On June 16, 2026, Alipay officially launched "Abao" (阿宝) — the AI-powered version of China's second-largest payment platform. The launch marks a milestone that no other super app has achieved: a complete transformation from a feature-heavy, menu-driven interface to a single conversational AI that handles everything from checking housing funds to finding nearby charging stations.
The product announcement confirmed what industry observers had been expecting since WeChat AI's June 8 developer opening and Alipay's AI Payment Ecosystem Conference on May 26: the race to build AI-native super apps has entered the deployment phase. Alipay is now the first to ship a consumer-facing product, beating WeChat, Douyin, and every other Chinese platform to market with a fully AI-native interface.
36Kr (June 16, 2026): "实测AI版支付宝." Tencent News (June 16, 2026): "阿宝来了!AI版支付宝开启内测." CLS (June 16, 2026): "微信支付AI专属卡最快本周上线."
🤖 What Abao Is
Abao is not a feature added to Alipay. It is Alipay reimagined as an AI agent. The traditional interface — dense grids of icons, nested menus, and search bars — has been replaced by two pages: "Abao" (the conversational AI) and "Assets" (financial overview). Users switch to the AI version by swiping right from the main screen.
The interaction model is radically simplified. Instead of navigating through nested service menus, users describe what they need in natural language:
- "Check my housing fund balance" — Abao retrieves and displays the exact figure from the user's government-linked account
- "My car is almost out of battery, find me a charging station" — Abao uses location data to list nearby stations, showing available fast/slow chargers, pricing, and distance — then lets the user tap to start charging
- "Top up my phone by 100 RMB" — Abao executes the transaction directly, no menu navigation required
The scope is not limited to in-app services. Abao has already integrated over 10,000 services spanning government administration, transportation, daily life, healthcare, and financial management. The platform will update twice monthly, with an AI open platform for third-party developers planned for future release.
📊 The Strategic Context
Abao's launch cannot be viewed in isolation. It is the second major move in a three-way AI payment escalation that has unfolded since early June:
| Date | Platform | Action |
|---|---|---|
| June 8 | Opened AI ecosystem to mini-program developers | |
| June 16 | Alipay | Launched "Abao" — full AI-native super app |
| June 16 | WeChat Pay | "AI Exclusive Card" entering final testing, launching this week |
| June 16 | JD.com | Released A2P2 — China's first autonomous agent payment protocol |
The simultaneous timing is not coincidental. June 16 saw three major AI payment announcements across three different platforms — Alipay's Abao launch, WeChat Pay's AI Card readiness confirmation, and JD's A2P2 protocol release. The message from China's payment industry is clear: the AI infrastructure race is on, and it is being fought at the consumer-facing product level.
⚡ What Makes Abao Different
Abao's design philosophy contrasts sharply with its competitors:
Alipay Bao AI assistant opens a new AI-native ad surface within the payment flow. Advertisers who test in-app AI touchpoints early see 35% higher engagement because users are already in purchase mode.
⚠️ The Limitations
The 36Kr product review described Abao as "a half-finished product with the potential for an interaction revolution." The assessment is accurate on both counts.
Current limitations include incomplete service coverage (despite 10,000+ integrations), occasional comprehension failures with complex multi-step requests, and a user experience that still requires manual intervention for high-risk transactions. Alipay's own internal teams appear to share this assessment — 36Kr reported that Alipay leadership "hit the brakes on AI" in some areas, prioritizing safety and reliability over feature speed.
This caution is strategically defensible. An AI-native super app handling payments, government services, and personal financial data cannot afford the kind of errors that users tolerate in chatbots. The comparison to WeChat's internal testing approach — measured, quarterly releases, deterministic outputs over creative flair — suggests both platforms understand that AI maturity in financial services requires patience.
Start with a small test budget and scale based on performance data. Focus on high-intent keywords and audiences first, then expand gradually. Use platform analytics to identify top-performing ad creative and double down on what works.
👀 What Advertisers Should Know
Abao's launch carries three implications for brands and advertisers:
At Tuyue Media Gateway, we help brands navigate the AI-native super app transformation. Get in touch to discuss your strategy.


> _ACTIVITY_:
If a line in the records below holds the word "with", copy it.
****
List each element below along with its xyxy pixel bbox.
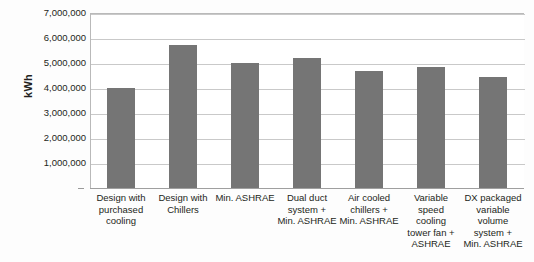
x-axis-category-label: Design with purchased cooling: [90, 192, 152, 227]
bar-chart-figure: kWh 7,000,0006,000,0005,000,0004,000,000…: [0, 0, 534, 262]
bar[interactable]: [107, 88, 135, 188]
bar-slot: [462, 13, 524, 188]
x-axis-category-labels: Design with purchased coolingDesign with…: [90, 192, 524, 262]
bar[interactable]: [169, 45, 197, 188]
y-axis-tick-labels: 7,000,0006,000,0005,000,0004,000,0003,00…: [22, 0, 86, 195]
bar-slot: [214, 13, 276, 188]
y-axis-tick-label: 3,000,000: [22, 108, 86, 118]
bar-slot: [276, 13, 338, 188]
x-axis-category-label: Air cooled chillers + Min. ASHRAE: [338, 192, 400, 227]
bar[interactable]: [355, 71, 383, 188]
y-axis-tick-label: 1,000,000: [22, 158, 86, 168]
bar[interactable]: [293, 58, 321, 188]
x-axis-category-label: DX packaged variable volume system + Min…: [462, 192, 524, 250]
x-axis-category-label: Dual duct system + Min. ASHRAE: [276, 192, 338, 227]
bar[interactable]: [231, 63, 259, 188]
bar-slot: [90, 13, 152, 188]
x-axis-category-label: Design with Chillers: [152, 192, 214, 215]
y-axis-tick-label: 4,000,000: [22, 83, 86, 93]
x-axis-category-label: Variable speed cooling tower fan + ASHRA…: [400, 192, 462, 250]
x-axis-category-label: Min. ASHRAE: [214, 192, 276, 204]
y-axis-tick-label: 6,000,000: [22, 33, 86, 43]
bar[interactable]: [417, 67, 445, 188]
bar[interactable]: [479, 77, 507, 188]
y-axis-tick-label: 2,000,000: [22, 133, 86, 143]
x-axis-line: [90, 188, 524, 189]
bar-slot: [400, 13, 462, 188]
bar-slot: [152, 13, 214, 188]
y-axis-tick-label: 5,000,000: [22, 58, 86, 68]
bar-slot: [338, 13, 400, 188]
y-axis-tick-label: 7,000,000: [22, 8, 86, 18]
y-axis-zero-tick: [78, 188, 84, 189]
bars-layer: [90, 13, 524, 188]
****
> _SOLUTION_:
List each element below along with its xyxy pixel bbox.
x-axis-category-label: Design with purchased cooling: [90, 192, 152, 227]
x-axis-category-labels: Design with purchased coolingDesign with…: [90, 192, 524, 262]
x-axis-category-label: Design with Chillers: [152, 192, 214, 215]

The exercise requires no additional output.